Dan Will Travel

I'm Dan and I WILL Travel

One of the most amazing of our national parks.  The color, and the quantity of arches, are all just a treat to see.  But hot in the summer, so if you go, plan to be up early to see if before mid day and the unrelenting sun.

Courthouse towers area, shortly after you enter the park. So majestic!
I liked this angle on a very famous sight in the park. Balanced Rock. If you like this, get here fast. You never know when it will fall off its pedestal!
As any of you that have been to Utah know, this sliprock is everywhere. I do think this was particularly photogenic.
Right next to the windows, enjoyed here before I later got lost. (read on)
My first hiking stop in the park. Lots of people going up the main path, ‘and a “primitive trail” option to go back around this and back to the parking lot. Like maybe 1/2 mile? So, Dan proceeds to get pretty much totally lost in that famous slip rock terrain of Utah. I think I might have gone around twice? I could almost always see other people, but could not figure out how to get to them. Ranger Dan felt really stupid after an hour or so. I did finally reconnect to the trail which was maybe 100 meters away. You have to keep track of the cairns and if you do not, it quickly all looks the same.
I must say, Utah junipers are far more photogenic dead than alive. This one is near sand arch area.
Easy to access as long as you like trudging through deep sand. Of course, it is named Sand Arch. Great setting inside a narrow canyon less than 3′ wide.
Oh the joys of cheating with a telephoto lens. Only when I got this onto the computer did I see just how many people were there. I sort of like the triumphant one on the right. When I read the description of the 3 mile trail to get to the arch with exposure to heights, I knew I could not do it. So, out with that ridiculously heavy lens! (At least I am being honest. I guess I could have said nothing and you would have thought that I was there too. )
In the interest of full disclosure, this is a bad shot. Into the morning sun without compensating. But, I really like it!
Landscape arch, probably the most famous in the park. Look at it. It really defies logic and gravity to be so long and so thin!
Early morning light on the trail to Landscape Arch.
Tunnel arch along the way to Landscape arch.

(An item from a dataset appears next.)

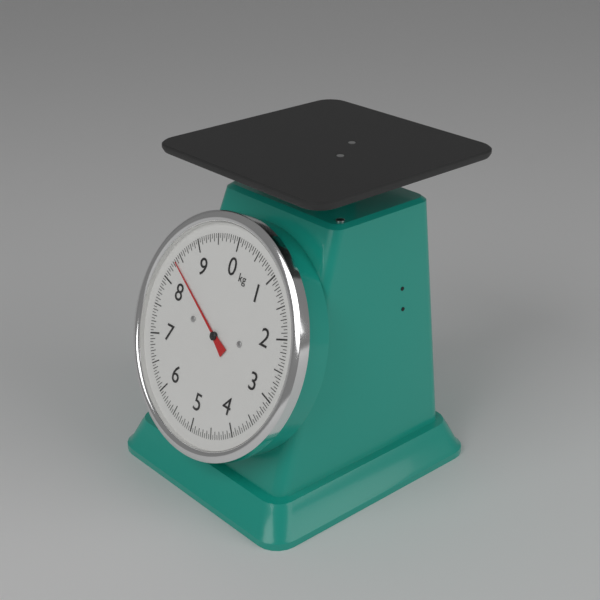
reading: 8.35 kg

What happened on this date? Actually one of the more important things in American history, the final connection of the country by rail. The Golden Spike historical site at Promontory Summit, Utah commemorates this event. The park includes replicas of the two locomotives at the meeting point as well as an unusual opportunity to drive over 7 miles on the original roadbed as it approaches the joining point of the two lines. We now know that poor immigrants did most all of the back breaking work and this hastened the demise of the native American populations, but it does remain a major engineering achievement and served a special significance in the attempt to reunite the country so shortly after the end of the Civil War.

So, I am on my way down remote back roads to the Golden Spike park and lo and behold, this huge Northrop Grumman facility appears. Heavily secured, for miles on end, with this “park” at the main entrance. God knows what they do here, as it all seemed to be underground, but sure made for a weird stop less than a mile from a major historical site from a totally different era.
Although replicas, these engines still work and are moved a bit each day. I was told that the originals really were this colorful.
The Jupiter was the engine for the Western Pacific heading east to the meeting point.
After driving out 7 miles from the visitor center, you have access to this one way trek back over the original rail bed from 1869.
Along the rail bed is this marker commemorating a really amazing accomplishment for 150 years ago.

Or, staying one step ahead of the virus.  (Hopefully)

This year, with all normal travel not possible, it seemed a great time to take a long trip ending up at the 4 corners area.  Thus, the title of this series of blogs.  Well, if you have not been to this specific place, you can take it off your bucket list.  Totally anticlimactic as you can see.  But what I was able to see and do before and after made the trip a great one!  So, please read on. It gets better, I promise!

One of the 4 states. Nice sign, probably appropriate in many parts of Colorado, but here in the arid SW, not so sure about the colorful aspect…..
Down this road about 5 miles is the actual 4 corners meeting point. Everything in this area was closed off due to the Covid 19 impact on the Navajo nation. As with so much of our native American story, the poverty makes the virus so much more lethal. We are told to wash our hands often. But what if you do not have running water? Some of my readers including myself have paid for wells in other countries. Maybe we should do the same here?
An eerie quiet in this Navajo village near the area.